Ijele is the most chaotic of Nduka’s recent books, though like all of them it is also nimbly assured and fully realized. With his most recent volume, Nine East, the lyric instinct returns to the fore but without reprising the elegance of eel on reef. Instead these poems have the jammed quality of Ijele’s prose; erotic and driven together, the poems seem to deploy in a radiant, jazz-drenched darkness, to entail something like Joycean “writing of the night” (“I really could not,” Joyce said, “use words in their ordinary connections . . . that way they do not express how things are in the night, in the different stages—conscious, then semi-conscious, then unconscious”):

Short breaths, shallow breaths.
unrested, overamped. i couldn’t
capitulate to peace. i slammed myself
between rage and rectitude. honed
and rehoned the poem. sought
     atonement
within it. the poem as sensory assault.
sought excitement within it. was it
     you
or was it the peach petals on my
     limbs.
you want a whiskered awakening. you
     need
to tackle the mathematics of arousal.
the flame in the grate. a prickle of
     caesura.

In this poem we recognize many of Nduka’s accumulated techniques—the headlong motion of the lowercase “i,” the abrupt, almost ear-popping downshifting of tone between “the poem as sensory assault” and “peach petals on my limbs.” This tonal convulsiveness is not resolved by the ending lines of the poem; instead, it becomes a
current transferred to the addressee. But does the poem land on the lover’s “you” or the “you” of the poet addressing himself? The assignment of the tingly “prickle” to the tight, implicitly delimited space of a “caesura” implies that this, too, is an erotic interval, a place of currents, sparks, flames, and exchanges. And we should remember that a caesura is not just a neutral interval or pause in a line of poetry; this is an interval that encodes violence, death, derived from the Latin caedere—to cut, hew, fell, strike, beat, kill. It would be impossible to extricate all these resonances within the work of Nduka, to separate the erotic from the non-erotic, the political from the non-political, to estrange the starfish from its pebble. Nine East, especially, entails an inextricable hyper-proximity.

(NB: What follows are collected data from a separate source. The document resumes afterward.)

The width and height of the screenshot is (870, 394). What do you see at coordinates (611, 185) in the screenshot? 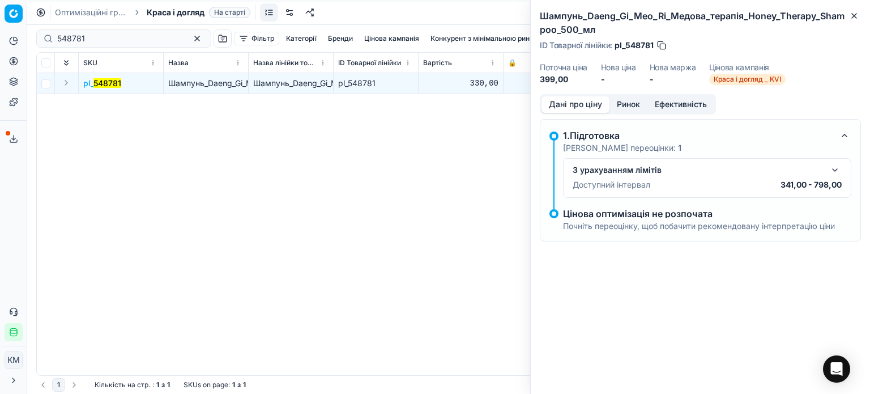
I see `p: Доступний інтервал` at bounding box center [611, 185].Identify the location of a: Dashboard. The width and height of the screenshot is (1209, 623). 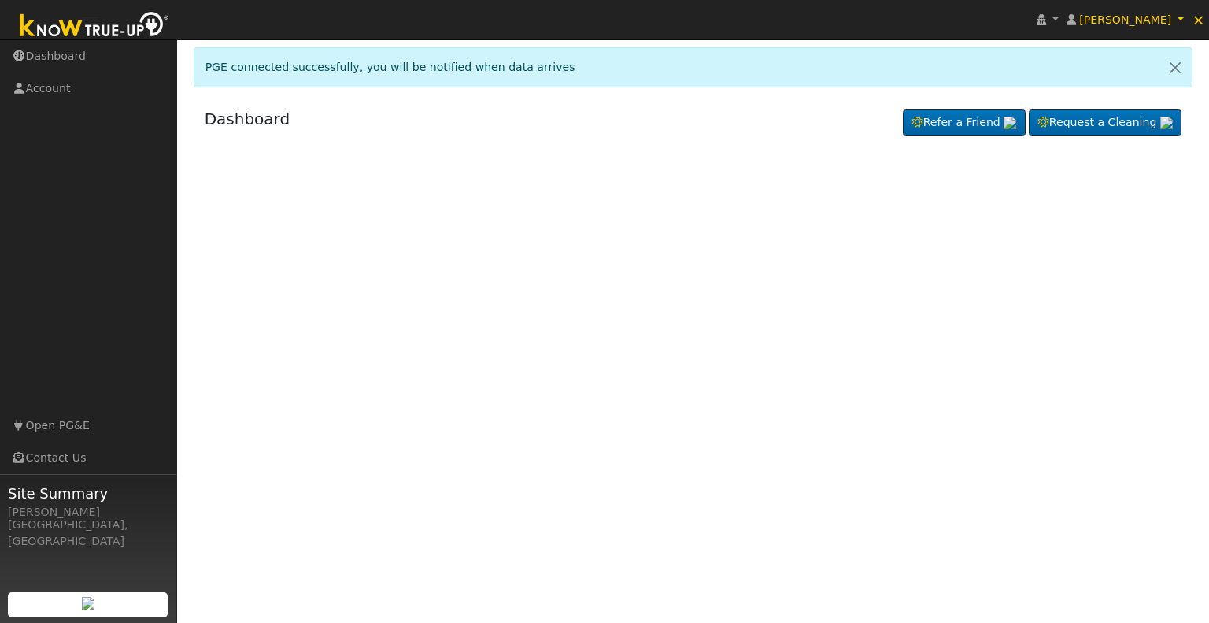
(247, 119).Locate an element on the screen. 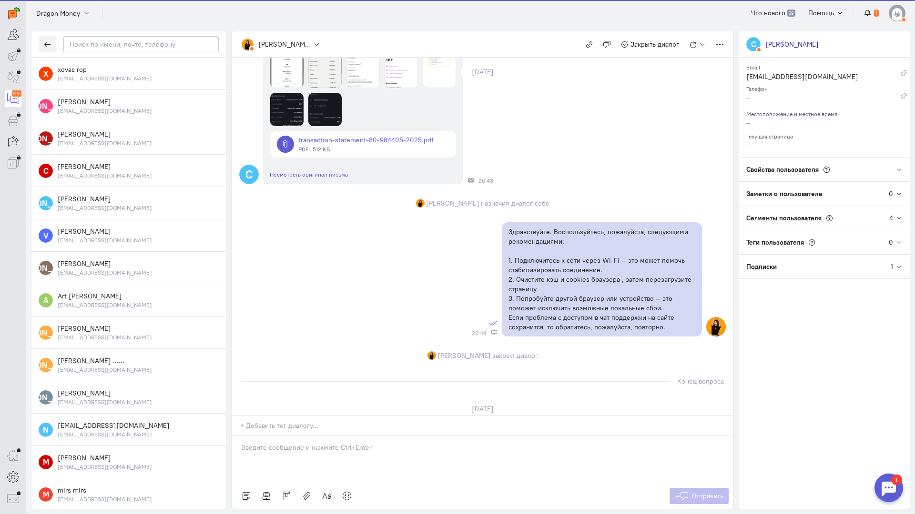  small: ivan0873@yandex.ru is located at coordinates (105, 370).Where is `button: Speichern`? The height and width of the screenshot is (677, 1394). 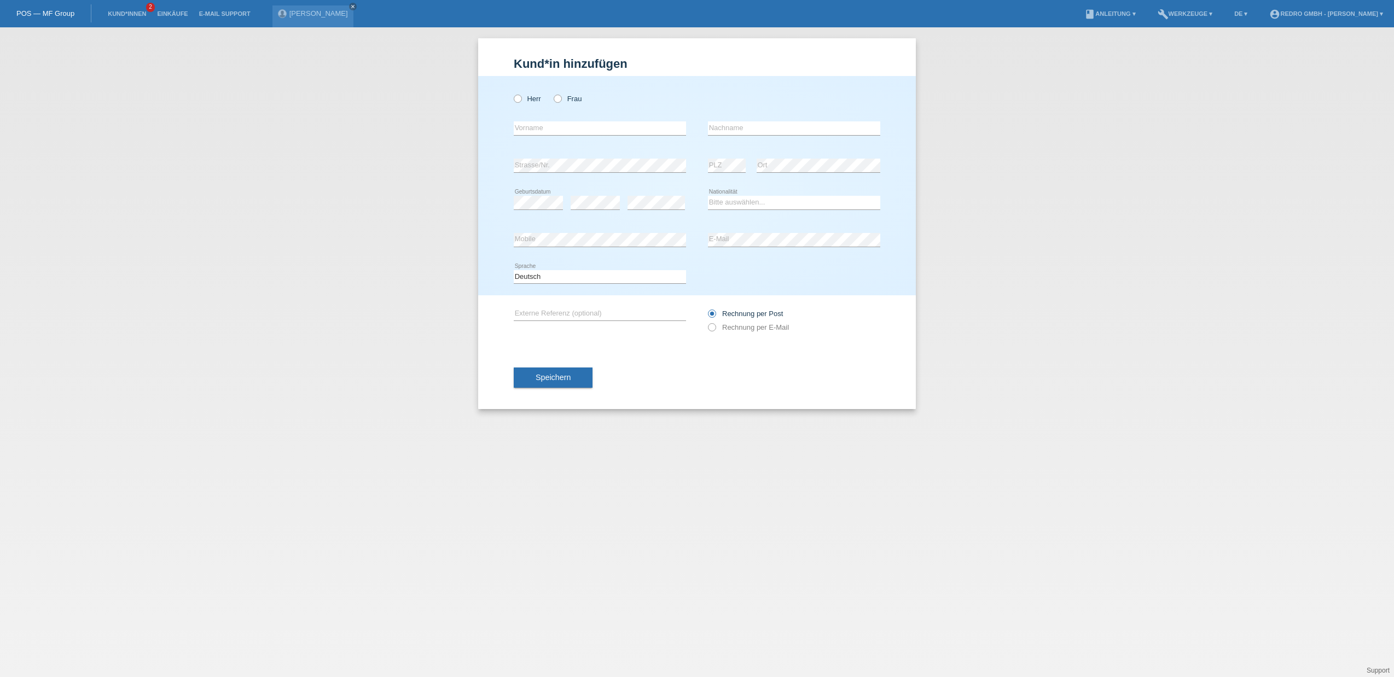
button: Speichern is located at coordinates (553, 378).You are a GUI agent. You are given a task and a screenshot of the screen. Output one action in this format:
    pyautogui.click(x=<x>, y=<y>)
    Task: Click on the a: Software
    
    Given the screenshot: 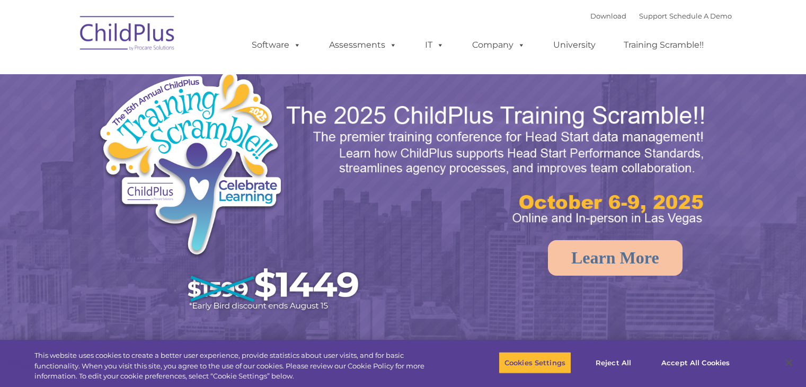 What is the action you would take?
    pyautogui.click(x=276, y=45)
    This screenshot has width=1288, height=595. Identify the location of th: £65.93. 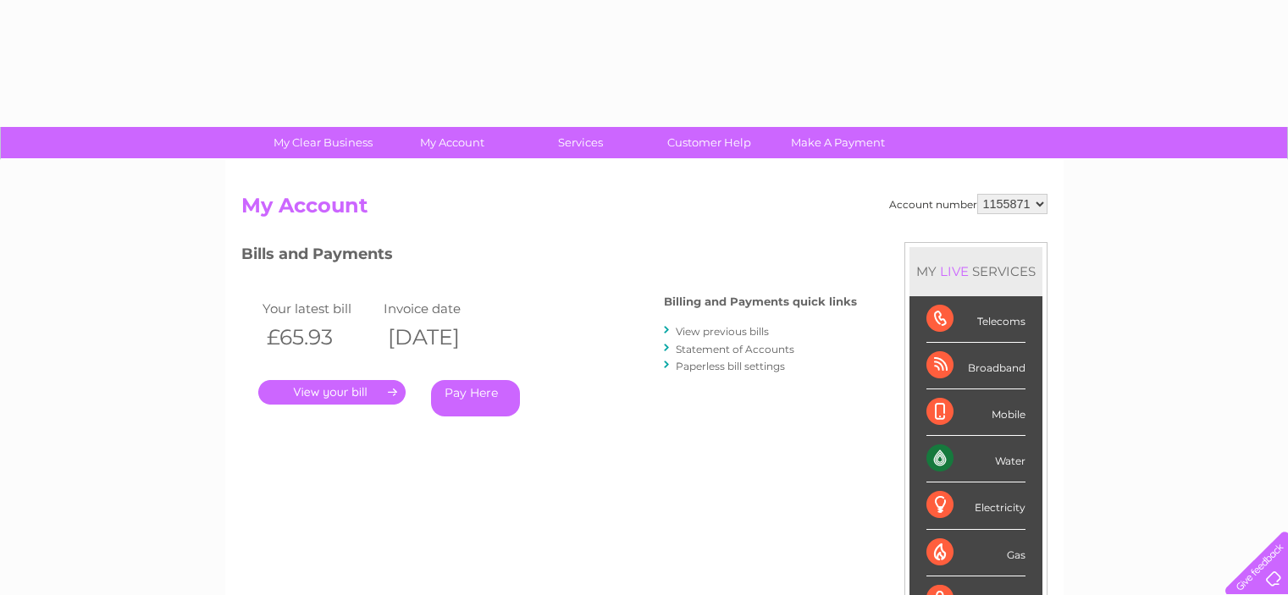
(319, 337). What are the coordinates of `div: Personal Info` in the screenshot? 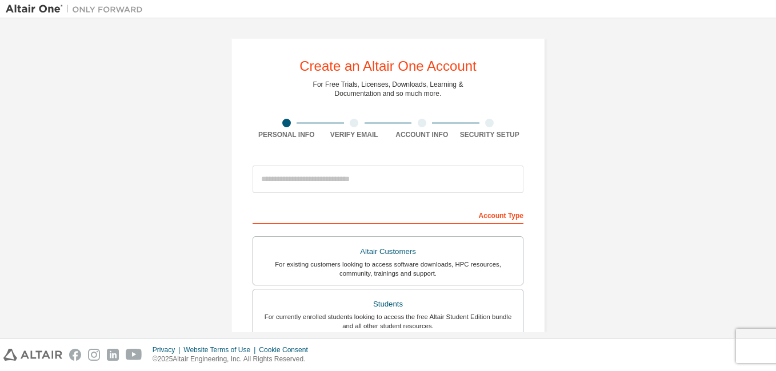 It's located at (286, 135).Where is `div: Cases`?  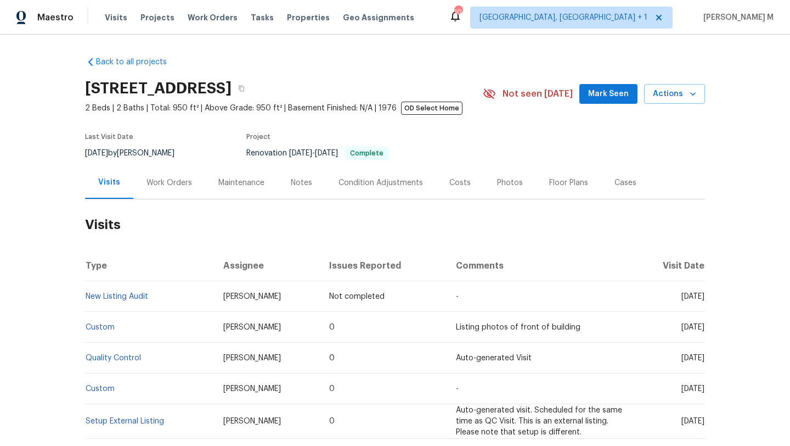
div: Cases is located at coordinates (626, 183).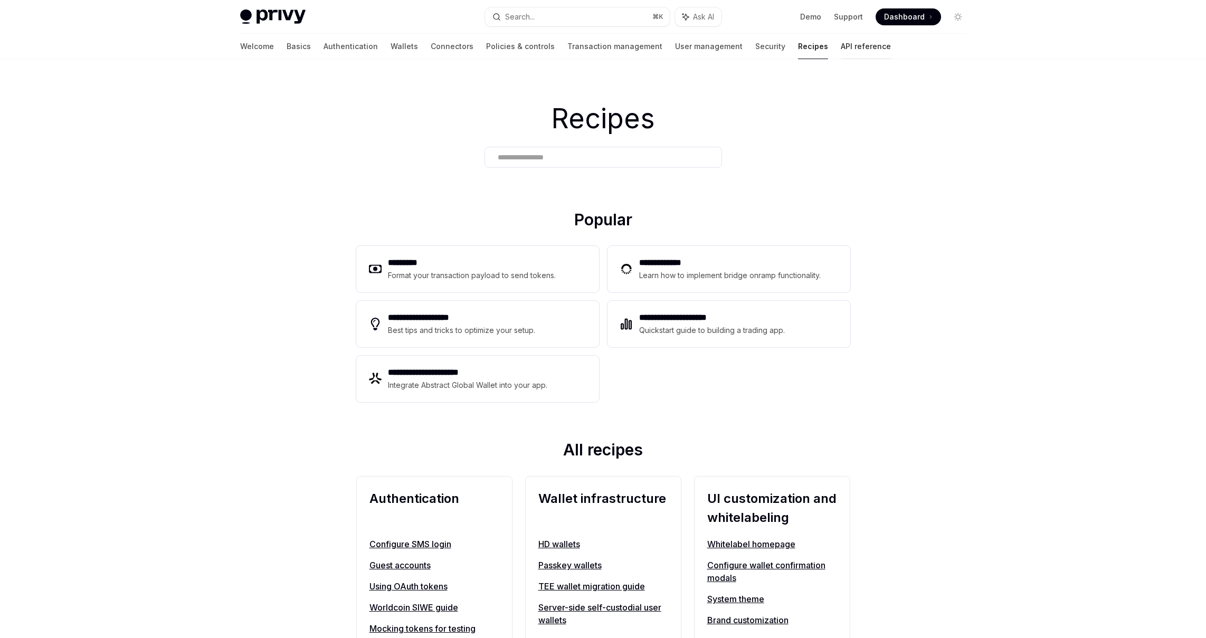 This screenshot has height=638, width=1206. I want to click on span: Ask AI, so click(704, 17).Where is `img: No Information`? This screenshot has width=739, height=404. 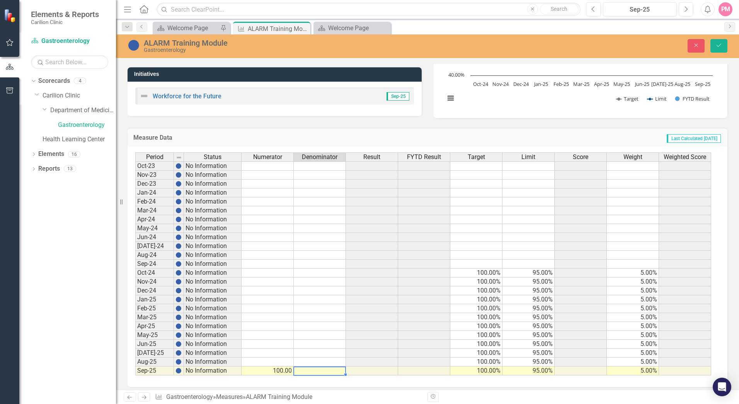
img: No Information is located at coordinates (134, 45).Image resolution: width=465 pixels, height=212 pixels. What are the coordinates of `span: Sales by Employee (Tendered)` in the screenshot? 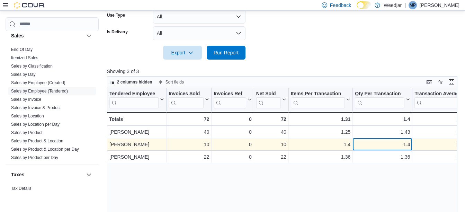 It's located at (40, 91).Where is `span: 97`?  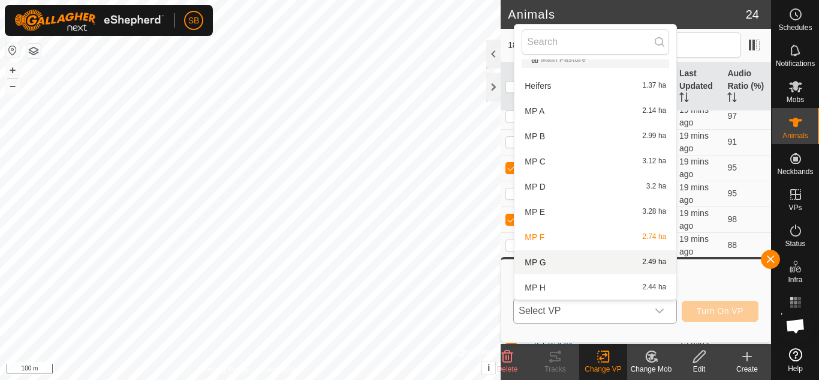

Radical proximity is a first principle of Surrealism, in which a variety of techniques—automatic writing, cutups, juxtaposition—are designed to force the real up through the surface of everyday reality. “Existence is elsewhere,” the first Surrealist manifesto concludes, pointing to this other zone, which shares a skin with our waking world. But what can this mean for the émigré, his brain formed during a civil war, flung in his maturity into an elsewhere that also renders his home country a permanent elsewhere, himself the skin between a double-elsewhere? He becomes what Don Mee Choi has called a “twin zone.” Surrealism’s precursor movements, such as Dada and Cubism, were created by packs of transnationalized or stateless refugees in Zurich, Paris, Rome, and elsewhere. It was Aimé Césaire’s sojourn in Europe that allowed him to turn the x-ray vision of Surrealism back at the island of Martinique, resulting in his transformational Cahier d’un retour au pays natal (Notebook of a Return to the Native Land, 1939). Maybe it is Nduka’s tenacious virtuosity alongside his émigré status that has confirmed the Surrealist tendency of his work and rendered him a Surrealist par excellence.